Almost two years later, Engelmeyer is still fighting the state’s attempt to have her repay $6,600 in unemployment benefits the labor department now says she didn’t qualify for.

She’s among roughly 46,000 Missouri residents who the state has asked to repay more than $150 million of overpayments made in 2020, according to the Missouri Department of Labor and Industrial Relations.

On Thursday, the Senate Appropriations Committee debated a pair of identical bills sponsored by Sens. Lincoln Hough, R-Springfield, and Doug Beck, D-St. Louis County, that would waive the requirement for residents to repay state unemployment overpayments and to streamline the waiver process overall.

“What we’ve found – and Sen. Hough can probably attest to this – is the way this has been handled since March of 2020 has been a disaster,” Beck said. “I would like to get this taken care of. And it’s the right thing to do for the Missourians that were put in this position in the first place.”

Hough said he and Beck have “probably fielded perhaps the lion’s share of the correspondence with constituents – not just in our districts, but around the state – that are dealing with this.”

The state saw a historic number of Missourians apply for unemployment benefits in 2020. But like many other states, Missouri later realized that their agencies had made some mistakes. Some people who received unemployment benefits weren’t eligible, and others were overpaid.

The state began garnishing wages and putting liens on tax returns of those who were overpaid. Gov. Mike Parson was adamant that he would not accept federal permission to waive overpayments.

But in July, the Parson administration changed course.

Missourians started receiving letters from the state saying they could avoid paying the federal benefits back if they applied for a waiver within 30 days.

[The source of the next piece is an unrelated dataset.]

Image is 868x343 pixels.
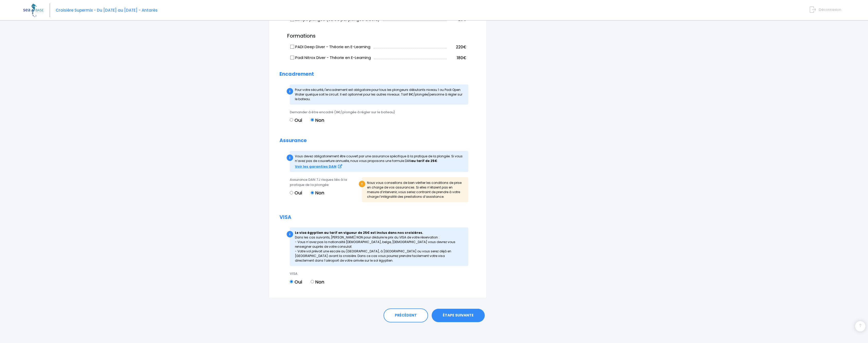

However, these Missourians still have to pay for any state-funded unemployment overpayments — which is something that both House Republicans and Democrats pushed back on this spring.

Stressed bus drivers

During Thursday’s hearing, several bus drivers spoke about the immense stress that bus drivers have endured trying to stay safe during COVID, while also trying to navigate the unemployment waiver process.

Retired bus driver Bob Ford of Columbia said a number of bus drivers have successfully appealed and do not have to pay back the unemployment benefits that they’ve received. But others who appealed with the same criteria were denied.

“At times, our drivers are being told different responses by different people they talk to at the same state office,” Ford said.

Ford, like other witnesses at the hearing, described the challenges they’ve had in calling the state agency and not being able to get through or being cut off after waiting on hold for several hours.

Drivers are living with the uncertainty that the state could put a lien one their home or garnish their wages, he said.

“Citizens who follow directions of a state agency – which they did – should not have to have this added stress,” Ford said. “As a state we depend on bus drivers to keep our children safe while getting them to our schools.”

Ben Terrell, legislative liaison for the Missouri Department of Labor, was questioned by the committee about inconsistencies in the waiver process.

“We have to look at the facts of each circumstance,” he said. “And so you could have two folks who on paper look very similar, but in reality they have circumstances that change the determination of unemployment.”

Sen. Barbara Washington, D-Kansas City, asked Terrell if the people who are denied are being told why, since most who spoke at the hearing said they didn’t know.

Terrell said he wasn’t sure.

“The law doesn’t work if it’s not consistent,” Washington said. “And so I totally understand that facts make a difference. But if folks are saying that they have the same facts …then we have to figure out why one person would be totally approved and one is not.”

Missouri Independent is part of States Newsroom, a network of news outlets supported by grants and a coalition of donors as a 501c(3) public charity. Missouri Independent maintains editorial independence. 

Rebecca Rivas is a multimedia reporter who covers Missouri's cannabis industry for the Missouri Independent.